Michael Meotti, the former vice president of the state’s largest public college system, who resigned last October amid a pay-raise scandal, has opened his own consulting business.

“We can help you identify and carry out a strategy to better connect with the governmental, business, philanthropic and community leaders that matter to your organization,” reads the company’s website.

The paperwork filed with the Secretary of the State’s Office registering Gateway 2 Results as a company based out of West Hartford names Meotti as the president.

Before becoming the vice president of the Connecticut State Colleges and Universities, Meotti was commissioner of the Department of Higher Education and was also previously a state senator.

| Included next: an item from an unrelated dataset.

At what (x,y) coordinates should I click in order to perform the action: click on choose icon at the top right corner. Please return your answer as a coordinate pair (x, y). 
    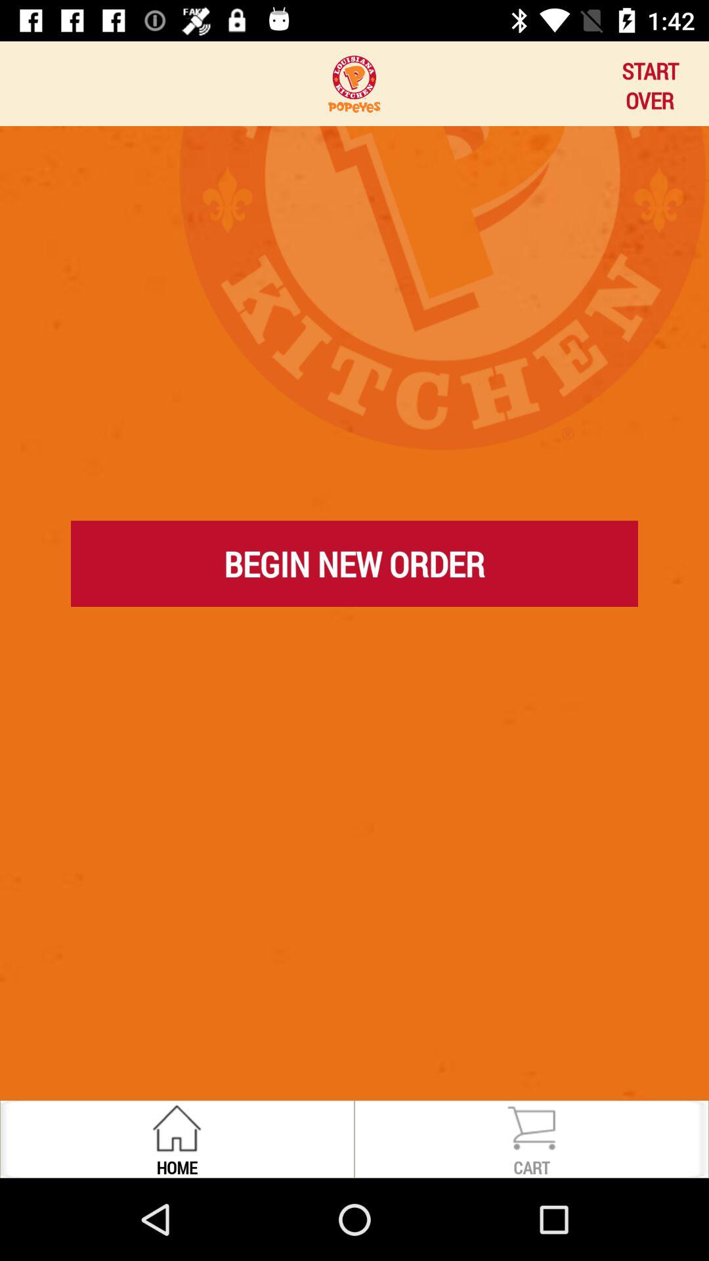
    Looking at the image, I should click on (650, 83).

The company’s website lists two other staff members, Victoria Dougherty and Malia Sieve. Dougherty most recently has worked in the Philadelphia area doing consulting work. Sieve worked at the ConnSCU system, Meotti’s previous employer, until earlier this year.

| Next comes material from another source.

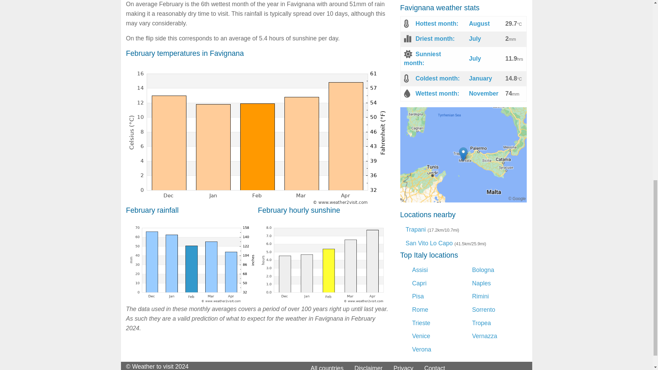  Describe the element at coordinates (435, 38) in the screenshot. I see `Driest month:` at that location.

State ethics laws restrict previous state employees from receiving compensation for one year from anyone who has/had business before the board or office they recently left.

Jacqueline was CT Mirror’s Education and Housing Reporter, and an original member of the CT Mirror staff, joining shortly before our January 2010 launch. Her awards include the best-of-show Theodore A. Driscoll Investigative Award from the Connecticut Society of Professional Journalists in 2019 for reporting on inadequate inmate health care, first-place for investigative reporting from the New England Newspaper and Press Association in 2020 for reporting on housing segregation, and two first-place awards from the National Education Writers Association in 2012. She was selected for a prestigious, year-long Propublica Local Reporting Network grant in 2019, exploring a range of affordable and low-income housing issues. Before joining CT Mirror, Jacqueline was a reporter, online editor and website developer for The Washington Post Co.’s Maryland newspaper chains. Jacqueline received an undergraduate degree in journalism from Bowling Green State University and a master’s in public policy from Trinity College.